Early life and education

Her family moved to the US, San Francisco, when she was three. She grew up in the suburbs of Boston and Nashville, and attended Brown University and Hunter College's MFA program, graduating from the former with honors. She currently lives and works in New York City.

Work

Her concept-based work exists in the forms of performance art, installation art and net.art. Her performance work include a series of site-specific gifting performances called Limited, Limited Edition she has presented at Socrates Sculpture Park, in Long Island City, Queens; in Jamaica, Queens; at the Incheon Women Artists' Biennale in Incheon, South Korea; at On Stellar Rays gallery in the Lower East Side; in three locations in Newark, New Jersey for Aljira Center for Contemporary Art, in a school yard in East Harlem; and on H Street NE in Washington D.C. For Bad Kanji, a 2015 piece, she painted temporary kanji tattoos at the Spring/Break Art Show, held in the historic office spaces above the James A. Farley Post Office in New York City.

She also works as a historian and has performed two of Fluxus-member Alison Knowles's event scores, namely #5 Wounded Furniture and #3 Nivea Cream Piece. The latter was live-blogged on Hyperallergic and well-received, with Kyle Chayka writing that it was "definitely among [his] favorites." In 2015, she wrote about the Japanese American incarceration through the photography of Dorothea Lange, Ansel Adams, and Toyo Miyatake for Hyperallergic which has been shared over 8,000 times on Facebook.
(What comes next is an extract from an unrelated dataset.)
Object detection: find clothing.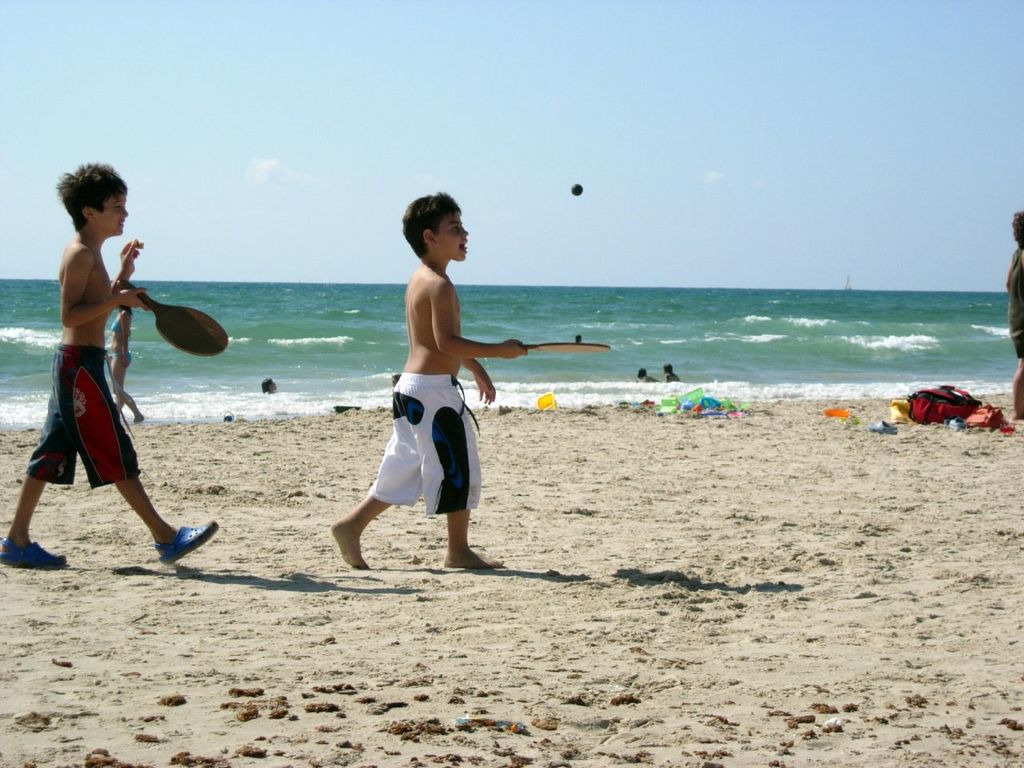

In addition to Internet art in the Aughts that simulates a series of imagined but impractical art installations, Ichikawa has created has a series of blogs on Facebook around food organized by color, touching upon issues of cultural identity, food sourcing, gentrification patterns, environmental concerns, and greenwashing while sharing nutrition and cost-cutting tips: I ♥ Yellow Food, I ♥ Orange Food, I ♥ Red Food, I ♥ Green Food, and I ♥ Blue Food. While not supportive of Facebook's history of massive online-privacy violations, its agreement to carry the 2016 Republican National Convention, and its continuing lack of transparency, the artist nevertheless views the social media site as the most effective, user-friendly way to include as many participants as possible.

Ichikawa's art before 2005 was primarily built around the placement and assembly of basic construction materials in open spaces. She presented one such installation for her solo exhibition at Momenta Art and another at Andrew Kreps gallery in a group exhibition curated by Dean Daderko, now a curator at the Contemporary Arts Museum Houston. This work evolved into a Net.art piece, Where Do We Come From? What Are We? Where Are We Going? that is permanently stored on Rhizome.org.

Art writing

She has written on contemporary art for Flash Art on the work of Ken Lum, Laurel Nakadate, Dan Peterson and, for NY Arts magazine, the work of Jane and Louise Wilson and for Zing Magazine, the work of Siah Armajani.

In 2015, she wrote about the photography of Dorothea Lange, Ansel Adams, and Toyo Miyatake and the Japanese American incarceration for Hyperallergic. The article received a second spike in interest (about 5,000 more Facebook shares, totaling 8,000 shares) after the spokesman of a Trump-supporting PAC cited the Japanese American incarceration as precedent for the Muslim registry on Fox News in early November 2016.

Awards

  • 2013 Cuts and Burns Residency, Outpost Artists Resources
  • 2003 Longwood Arts Project and Residency, the Bronx
  • 2002 Middlebrook-Sugano Fellowship, Djerassi Artists Residency
  • 2000 Independent Project Grant, Artists Space
  • Family

    Her younger sister, Yoko Ichikawa, is an Oakland, California-based ESL teacher and graphic designer and her younger brother, Kenshin Ichikawa, founded and designed Rocksmith streetwear, which has done a collaborative line with the Wu Tang Clan and a music video with Future, among other things, and has been worn by all of the major American hip-hop stars. Yoko is a graduate of Wesleyan University, Kenshin a graduate of Columbia University, and married to food writer Nina Fallenbaum.